The Birthplace of Pride Visitor Center connects historic sites, community stories, and living traditions that continue to shape Pride today.
Here you’ll discover the origins of some of the earliest Pride organizing efforts, explore landmark locations, and contribute stories from your own community.
This is not only a place to remember history. it is a place to help preserve it.
Welcome to the Visitors Center

Two Birthplaces of Pride
Pride emerged from two historic moments.
Christopher Street, New York
The Stonewall uprising of June 1969 became a catalyst for LGBTQ+ activism and visibility throughout the United States and around the world.
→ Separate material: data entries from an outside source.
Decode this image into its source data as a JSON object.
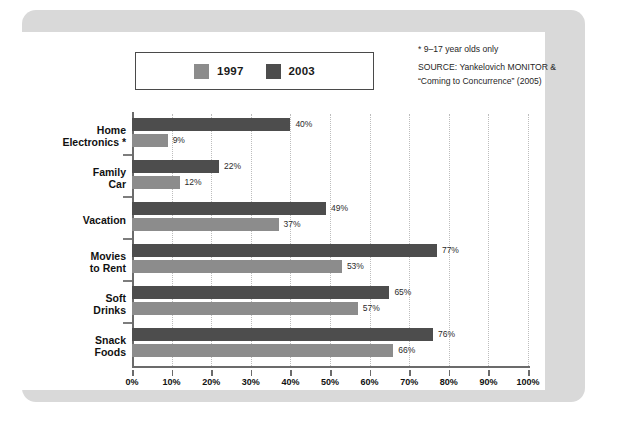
{
  "chart_data": {
    "type": "bar",
    "orientation": "horizontal",
    "title": "",
    "xlabel": "",
    "ylabel": "",
    "xlim": [
      0,
      100
    ],
    "xtick_labels": [
      "0%",
      "10%",
      "20%",
      "30%",
      "40%",
      "50%",
      "60%",
      "70%",
      "80%",
      "90%",
      "100%"
    ],
    "xtick_values": [
      0,
      10,
      20,
      30,
      40,
      50,
      60,
      70,
      80,
      90,
      100
    ],
    "grid": "vertical-dotted",
    "legend_position": "top-left",
    "categories": [
      "Home Electronics*",
      "Family Car",
      "Vacation",
      "Movies to Rent",
      "Soft Drinks",
      "Snack Foods"
    ],
    "series": [
      {
        "name": "2003",
        "color": "#4d4d4d",
        "values": [
          40,
          22,
          49,
          77,
          65,
          76
        ]
      },
      {
        "name": "1997",
        "color": "#8c8c8c",
        "values": [
          9,
          12,
          37,
          53,
          57,
          66
        ]
      }
    ],
    "value_labels": [
      {
        "category": "Home Electronics*",
        "2003": "40%",
        "1997": "9%"
      },
      {
        "category": "Family Car",
        "2003": "22%",
        "1997": "12%"
      },
      {
        "category": "Vacation",
        "2003": "49%",
        "1997": "37%"
      },
      {
        "category": "Movies to Rent",
        "2003": "77%",
        "1997": "53%"
      },
      {
        "category": "Soft Drinks",
        "2003": "65%",
        "1997": "57%"
      },
      {
        "category": "Snack Foods",
        "2003": "76%",
        "1997": "66%"
      }
    ]
  },
  "legend": {
    "entries": [
      {
        "label": "1997",
        "color": "#8c8c8c"
      },
      {
        "label": "2003",
        "color": "#4d4d4d"
      }
    ]
  },
  "source_note": {
    "footnote": "* 9–17 year olds only",
    "line1": "SOURCE: Yankelovich MONITOR &",
    "line2": "“Coming to Concurrence” (2005)"
  },
  "category_labels": [
    {
      "line1": "Home",
      "line2": "Electronics *"
    },
    {
      "line1": "Family",
      "line2": "Car"
    },
    {
      "line1": "Vacation",
      "line2": ""
    },
    {
      "line1": "Movies",
      "line2": "to Rent"
    },
    {
      "line1": "Soft",
      "line2": "Drinks"
    },
    {
      "line1": "Snack",
      "line2": "Foods"
    }
  ],
  "colors": {
    "panel_background": "#d9d9d9",
    "canvas_background": "#ffffff",
    "axis": "#6b6b6b",
    "gridline": "#bdbdbd",
    "series_1997": "#8c8c8c",
    "series_2003": "#4d4d4d"
  }
}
Christopher Street West, LA
On June 28, 1970, organizers of Christopher Street West launched the first permitted Pride parade on Hollywood Boulevard, transforming protest into public celebration and establishing a model that communities around the world would follow.
Together, these places tell the story of how Pride moved from resistance to visibility, and from local activism to a global movement.

Pride Around the World
Follow the StoryMap and discover how Pride movements emerged in communities across the globe.


Share Your Story
Every community
has a story.
Whether your Pride began in 1970 or 2025, we’re building a living archive of LGBTQ+ history, activism, and community around the world.
Tell us about your experience, your organization, your local Pride, or the people who helped shape your community.
Why Stories Matter
Pride is more than a parade. It is a collection of moments, memories, and acts of courage that have unfolded in communities around the world.
Some stories begin with a march. Others begin with a meeting in a church basement, a gathering in a community center, or a conversation among friends determined to create change.
The Birthplace of Pride project is building a living archive of these stories—preserving the people, places, and events that shaped LGBTQ+ communities across generations.
Whether your Pride celebration began in 1970 or 2025, your experience is part of a larger history that deserves to be remembered.
By sharing your story, photographs, documents, or memories, you help ensure that local histories are not lost and that future generations can learn from the journeys that brought us here.
Every community has a story.
Every story matters.

Help us document the history of Pride in communities around the world. Whether your story is personal, organizational, or connected to a local Pride event, your contribution helps build a living archive for future generations.